Composer/performers Ryan Lott, a.k.a. Son Lux, and Toby Driver jointly curate an October 26th performance as part of MATA's INTERVAL concert series, joining such esteemed former curators as SO Percussion, the Calder Quartet, and The Knights Chamber Orchestra. The concert features new works by composer/performer/sound designer Terran Olson, and a new collection of synaesthetic audiovisual environments by Thicket, the audiovisual software authored by Joshue Ott and Morgan Packard.
Terran Olson premieres a new composition for clarinet and piano that explores various ways in which meter, and rhythmic relationships between instruments, can be bent. Particular inspirations include Bulgarian music via Béla Bartók and Persian music via Trey Spruance (Mr. Bungle/Secret Chiefs 3). The piece will be performed by Daniel Means on clarinet and Olson on piano.
Thicket simultaneously generates sound and picture using a combination of custom algorithms, its own inscrutable whim, and the guiding hand—literally—of artist/programmer Joshue Ott. The performance moves through roughly ten distinct pieces, each using the densely tangled visual lines and subtly varying musical patterns that Ott and Packard have embraced, but are clearly distinct. Because the systems controlling the audio and the visuals are so tightly connected, audience members can expect a uniquely unified sensory experience— abstract sound and image moving, dancing as one. Ott also performs with composer/producer and co-curator Son Lux using a visual instrument of his design called superDraw. The pair performs unique, integrated audiovisual arrangements of selections from Son Lux's latest record We Are Rising, a 2011 release sparked by the RPM Challenge, an international open call to create an album in 28 days, from NPR's All Songs Considered.
The featured composers also participate in a collaborative piece, with Olson electronically manipulating audio input from Means and cocurator Toby Driver via a custom SuperCollider patch of Olson’s own design, which is processed visually by Ott and SuperDraw.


_ASSIGNMENT:_ For the word "dollars", copy every line of the material that includes it.

_DATA:_
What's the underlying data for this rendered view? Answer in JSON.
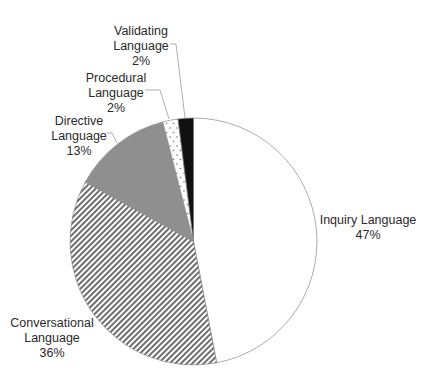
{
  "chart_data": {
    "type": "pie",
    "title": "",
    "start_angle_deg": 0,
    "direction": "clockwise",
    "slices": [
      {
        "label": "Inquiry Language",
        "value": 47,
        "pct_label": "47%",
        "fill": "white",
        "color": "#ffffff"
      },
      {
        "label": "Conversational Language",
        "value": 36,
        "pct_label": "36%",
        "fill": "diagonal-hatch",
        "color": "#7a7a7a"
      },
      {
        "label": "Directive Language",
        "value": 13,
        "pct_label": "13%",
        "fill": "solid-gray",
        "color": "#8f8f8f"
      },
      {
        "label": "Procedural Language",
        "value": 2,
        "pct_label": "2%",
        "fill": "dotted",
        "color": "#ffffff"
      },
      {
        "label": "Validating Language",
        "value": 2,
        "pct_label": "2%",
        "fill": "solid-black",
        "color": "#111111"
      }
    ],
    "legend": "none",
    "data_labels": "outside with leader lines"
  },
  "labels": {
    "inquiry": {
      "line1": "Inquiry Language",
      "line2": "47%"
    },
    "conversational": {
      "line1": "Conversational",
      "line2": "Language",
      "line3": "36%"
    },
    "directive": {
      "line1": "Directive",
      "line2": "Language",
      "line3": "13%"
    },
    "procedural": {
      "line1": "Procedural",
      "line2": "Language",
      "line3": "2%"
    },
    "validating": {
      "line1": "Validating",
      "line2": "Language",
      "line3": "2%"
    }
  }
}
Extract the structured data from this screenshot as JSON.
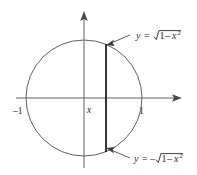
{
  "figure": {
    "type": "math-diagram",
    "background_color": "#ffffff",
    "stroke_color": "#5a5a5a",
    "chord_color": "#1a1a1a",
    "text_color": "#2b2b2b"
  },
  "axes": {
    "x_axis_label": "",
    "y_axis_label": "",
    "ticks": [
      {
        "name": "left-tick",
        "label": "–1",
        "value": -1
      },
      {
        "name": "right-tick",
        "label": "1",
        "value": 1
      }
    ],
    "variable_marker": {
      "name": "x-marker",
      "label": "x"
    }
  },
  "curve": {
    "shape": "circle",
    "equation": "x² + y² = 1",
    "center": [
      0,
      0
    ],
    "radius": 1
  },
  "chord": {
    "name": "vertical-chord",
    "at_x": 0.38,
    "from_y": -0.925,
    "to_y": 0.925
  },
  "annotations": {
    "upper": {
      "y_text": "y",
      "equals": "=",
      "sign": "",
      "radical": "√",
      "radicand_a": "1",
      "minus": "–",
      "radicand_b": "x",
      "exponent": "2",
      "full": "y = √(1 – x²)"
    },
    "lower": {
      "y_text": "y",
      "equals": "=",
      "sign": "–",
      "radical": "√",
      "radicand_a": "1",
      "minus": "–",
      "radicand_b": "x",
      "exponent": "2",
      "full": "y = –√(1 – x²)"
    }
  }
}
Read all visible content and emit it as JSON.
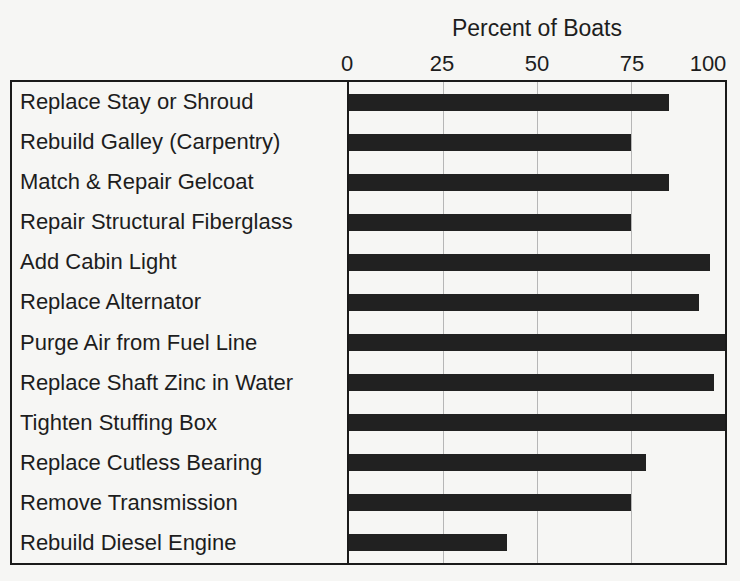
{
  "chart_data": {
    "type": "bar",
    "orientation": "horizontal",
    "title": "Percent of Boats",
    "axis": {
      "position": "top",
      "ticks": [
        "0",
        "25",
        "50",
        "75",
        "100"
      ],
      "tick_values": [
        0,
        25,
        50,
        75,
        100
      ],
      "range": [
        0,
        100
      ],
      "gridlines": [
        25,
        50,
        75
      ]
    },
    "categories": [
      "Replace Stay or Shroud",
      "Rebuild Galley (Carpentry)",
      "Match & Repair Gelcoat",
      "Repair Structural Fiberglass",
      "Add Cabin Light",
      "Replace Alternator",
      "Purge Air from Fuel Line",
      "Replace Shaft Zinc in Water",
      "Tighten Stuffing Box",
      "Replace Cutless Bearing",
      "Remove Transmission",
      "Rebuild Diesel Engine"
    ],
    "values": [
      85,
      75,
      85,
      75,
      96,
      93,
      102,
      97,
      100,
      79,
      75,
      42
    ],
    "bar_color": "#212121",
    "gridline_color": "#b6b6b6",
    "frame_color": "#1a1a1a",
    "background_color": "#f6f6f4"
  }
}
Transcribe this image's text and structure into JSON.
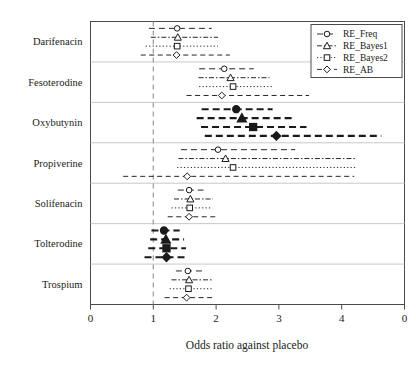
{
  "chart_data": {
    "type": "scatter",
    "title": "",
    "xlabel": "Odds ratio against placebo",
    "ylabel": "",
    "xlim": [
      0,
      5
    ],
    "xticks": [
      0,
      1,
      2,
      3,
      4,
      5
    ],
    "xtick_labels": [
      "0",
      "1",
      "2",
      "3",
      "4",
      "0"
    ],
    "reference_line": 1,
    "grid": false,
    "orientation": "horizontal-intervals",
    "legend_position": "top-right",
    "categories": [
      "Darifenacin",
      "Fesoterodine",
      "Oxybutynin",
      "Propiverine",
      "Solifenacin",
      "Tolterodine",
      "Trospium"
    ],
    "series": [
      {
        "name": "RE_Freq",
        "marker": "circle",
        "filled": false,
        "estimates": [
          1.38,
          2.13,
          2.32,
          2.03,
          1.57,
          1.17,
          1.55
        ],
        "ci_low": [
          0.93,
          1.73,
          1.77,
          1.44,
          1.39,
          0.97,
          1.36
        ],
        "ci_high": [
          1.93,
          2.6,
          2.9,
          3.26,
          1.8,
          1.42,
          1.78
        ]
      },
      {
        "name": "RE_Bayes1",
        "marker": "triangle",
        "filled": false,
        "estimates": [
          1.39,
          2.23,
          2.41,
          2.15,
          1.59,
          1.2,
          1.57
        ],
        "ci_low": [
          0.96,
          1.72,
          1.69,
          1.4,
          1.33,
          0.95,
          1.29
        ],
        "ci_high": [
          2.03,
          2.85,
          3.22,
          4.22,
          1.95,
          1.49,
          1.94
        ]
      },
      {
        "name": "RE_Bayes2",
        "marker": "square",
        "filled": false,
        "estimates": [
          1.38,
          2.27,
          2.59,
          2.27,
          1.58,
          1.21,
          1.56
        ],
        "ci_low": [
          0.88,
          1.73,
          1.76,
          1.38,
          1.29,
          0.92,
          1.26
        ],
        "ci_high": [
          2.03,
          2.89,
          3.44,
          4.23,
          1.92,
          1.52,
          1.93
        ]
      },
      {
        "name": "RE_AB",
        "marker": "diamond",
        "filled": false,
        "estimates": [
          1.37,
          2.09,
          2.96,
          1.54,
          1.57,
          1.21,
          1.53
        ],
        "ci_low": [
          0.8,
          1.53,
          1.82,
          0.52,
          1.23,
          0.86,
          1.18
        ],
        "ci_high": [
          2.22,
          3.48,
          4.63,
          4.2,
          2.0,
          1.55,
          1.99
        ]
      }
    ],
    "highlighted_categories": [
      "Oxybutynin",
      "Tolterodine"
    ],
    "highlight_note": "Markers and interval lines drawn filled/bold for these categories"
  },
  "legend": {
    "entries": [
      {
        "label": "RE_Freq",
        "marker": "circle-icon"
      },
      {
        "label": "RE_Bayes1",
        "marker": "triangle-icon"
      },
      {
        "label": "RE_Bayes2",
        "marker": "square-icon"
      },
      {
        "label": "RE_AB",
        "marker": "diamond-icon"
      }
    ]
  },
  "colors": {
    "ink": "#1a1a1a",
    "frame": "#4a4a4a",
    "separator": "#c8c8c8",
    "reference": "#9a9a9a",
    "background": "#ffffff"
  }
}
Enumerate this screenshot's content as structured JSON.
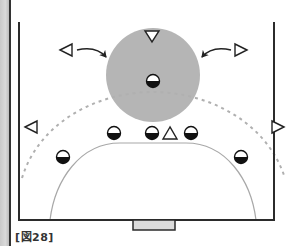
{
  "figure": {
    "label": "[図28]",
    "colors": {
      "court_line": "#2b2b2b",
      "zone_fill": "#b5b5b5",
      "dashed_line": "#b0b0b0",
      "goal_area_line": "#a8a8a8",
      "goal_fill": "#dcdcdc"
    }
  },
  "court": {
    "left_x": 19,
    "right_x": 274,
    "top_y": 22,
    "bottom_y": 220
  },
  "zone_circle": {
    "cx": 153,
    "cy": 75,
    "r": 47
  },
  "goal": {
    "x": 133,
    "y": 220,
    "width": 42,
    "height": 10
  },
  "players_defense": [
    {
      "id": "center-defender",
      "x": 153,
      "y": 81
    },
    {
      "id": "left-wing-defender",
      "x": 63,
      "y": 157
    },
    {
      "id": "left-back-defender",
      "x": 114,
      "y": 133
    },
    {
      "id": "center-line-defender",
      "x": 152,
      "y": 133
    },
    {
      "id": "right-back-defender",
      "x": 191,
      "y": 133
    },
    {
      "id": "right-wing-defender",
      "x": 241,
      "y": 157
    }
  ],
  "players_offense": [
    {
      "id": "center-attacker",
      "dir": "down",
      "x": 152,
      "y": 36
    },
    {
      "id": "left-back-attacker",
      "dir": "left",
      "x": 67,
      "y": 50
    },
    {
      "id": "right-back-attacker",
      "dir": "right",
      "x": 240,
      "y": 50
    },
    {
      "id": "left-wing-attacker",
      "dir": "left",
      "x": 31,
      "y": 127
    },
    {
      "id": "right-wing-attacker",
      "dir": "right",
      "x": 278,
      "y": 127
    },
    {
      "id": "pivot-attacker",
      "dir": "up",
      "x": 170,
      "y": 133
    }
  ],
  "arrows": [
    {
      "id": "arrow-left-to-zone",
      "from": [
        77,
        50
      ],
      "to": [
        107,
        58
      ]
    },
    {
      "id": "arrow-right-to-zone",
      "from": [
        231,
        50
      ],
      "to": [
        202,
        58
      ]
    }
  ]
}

--

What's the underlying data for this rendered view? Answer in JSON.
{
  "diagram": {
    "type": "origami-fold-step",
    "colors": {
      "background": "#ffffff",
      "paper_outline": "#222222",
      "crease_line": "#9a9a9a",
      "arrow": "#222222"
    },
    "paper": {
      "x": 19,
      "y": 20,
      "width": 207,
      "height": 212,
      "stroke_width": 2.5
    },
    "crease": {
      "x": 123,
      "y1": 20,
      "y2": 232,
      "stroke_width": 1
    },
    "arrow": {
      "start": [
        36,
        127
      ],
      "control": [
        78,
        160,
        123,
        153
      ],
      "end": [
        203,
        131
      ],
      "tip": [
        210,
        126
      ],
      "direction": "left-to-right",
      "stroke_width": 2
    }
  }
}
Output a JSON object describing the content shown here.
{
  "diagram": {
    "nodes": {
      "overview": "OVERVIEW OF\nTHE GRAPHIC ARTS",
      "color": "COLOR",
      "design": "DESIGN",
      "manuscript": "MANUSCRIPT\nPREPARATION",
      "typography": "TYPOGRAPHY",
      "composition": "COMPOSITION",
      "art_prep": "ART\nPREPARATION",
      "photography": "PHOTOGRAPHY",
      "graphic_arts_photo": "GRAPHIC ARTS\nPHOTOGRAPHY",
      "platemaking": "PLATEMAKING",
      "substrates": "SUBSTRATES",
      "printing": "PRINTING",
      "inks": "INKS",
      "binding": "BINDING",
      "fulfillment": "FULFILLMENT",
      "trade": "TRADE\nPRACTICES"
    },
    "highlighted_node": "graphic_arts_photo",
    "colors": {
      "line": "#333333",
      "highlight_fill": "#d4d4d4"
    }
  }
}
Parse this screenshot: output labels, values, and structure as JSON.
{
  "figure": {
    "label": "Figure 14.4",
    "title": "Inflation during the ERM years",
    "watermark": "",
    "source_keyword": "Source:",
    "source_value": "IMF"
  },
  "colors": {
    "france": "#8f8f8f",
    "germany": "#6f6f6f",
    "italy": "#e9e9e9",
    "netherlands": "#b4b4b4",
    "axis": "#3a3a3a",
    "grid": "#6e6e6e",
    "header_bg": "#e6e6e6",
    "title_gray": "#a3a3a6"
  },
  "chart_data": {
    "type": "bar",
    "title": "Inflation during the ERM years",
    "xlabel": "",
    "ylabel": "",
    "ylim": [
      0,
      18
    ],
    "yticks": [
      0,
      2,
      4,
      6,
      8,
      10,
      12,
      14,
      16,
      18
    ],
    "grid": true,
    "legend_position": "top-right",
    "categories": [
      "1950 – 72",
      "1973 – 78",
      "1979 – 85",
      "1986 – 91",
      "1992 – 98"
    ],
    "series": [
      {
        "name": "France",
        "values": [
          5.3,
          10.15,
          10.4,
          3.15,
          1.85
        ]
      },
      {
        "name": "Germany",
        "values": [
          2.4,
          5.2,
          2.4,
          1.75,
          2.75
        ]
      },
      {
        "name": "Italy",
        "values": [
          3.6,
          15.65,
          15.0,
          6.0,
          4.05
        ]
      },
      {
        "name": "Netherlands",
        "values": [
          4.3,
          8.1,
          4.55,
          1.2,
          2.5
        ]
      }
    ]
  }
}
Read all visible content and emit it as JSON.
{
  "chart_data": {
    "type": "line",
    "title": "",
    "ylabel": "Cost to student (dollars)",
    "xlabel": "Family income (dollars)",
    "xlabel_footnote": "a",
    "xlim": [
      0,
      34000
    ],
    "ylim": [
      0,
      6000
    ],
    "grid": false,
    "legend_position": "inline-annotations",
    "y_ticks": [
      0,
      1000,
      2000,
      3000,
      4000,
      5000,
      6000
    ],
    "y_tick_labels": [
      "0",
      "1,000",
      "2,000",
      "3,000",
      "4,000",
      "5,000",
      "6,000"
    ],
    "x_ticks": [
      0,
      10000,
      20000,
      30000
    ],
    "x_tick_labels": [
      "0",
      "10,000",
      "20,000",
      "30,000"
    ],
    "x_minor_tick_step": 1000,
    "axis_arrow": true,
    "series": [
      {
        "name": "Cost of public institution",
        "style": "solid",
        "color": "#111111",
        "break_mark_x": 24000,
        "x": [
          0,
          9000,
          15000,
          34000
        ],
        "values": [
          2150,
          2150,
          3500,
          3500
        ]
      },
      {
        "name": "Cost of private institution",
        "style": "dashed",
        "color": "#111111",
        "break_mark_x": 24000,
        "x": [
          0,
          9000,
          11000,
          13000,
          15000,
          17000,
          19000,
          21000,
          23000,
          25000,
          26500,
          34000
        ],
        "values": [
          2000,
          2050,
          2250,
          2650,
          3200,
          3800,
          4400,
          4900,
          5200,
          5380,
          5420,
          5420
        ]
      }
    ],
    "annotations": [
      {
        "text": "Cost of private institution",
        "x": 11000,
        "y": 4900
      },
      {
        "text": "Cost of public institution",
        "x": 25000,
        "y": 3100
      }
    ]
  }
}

_SOLUTION TO THIS EXERCISE:_
    "ylabel": "Cost to student (dollars)",
    "xlabel": "Family income (dollars)",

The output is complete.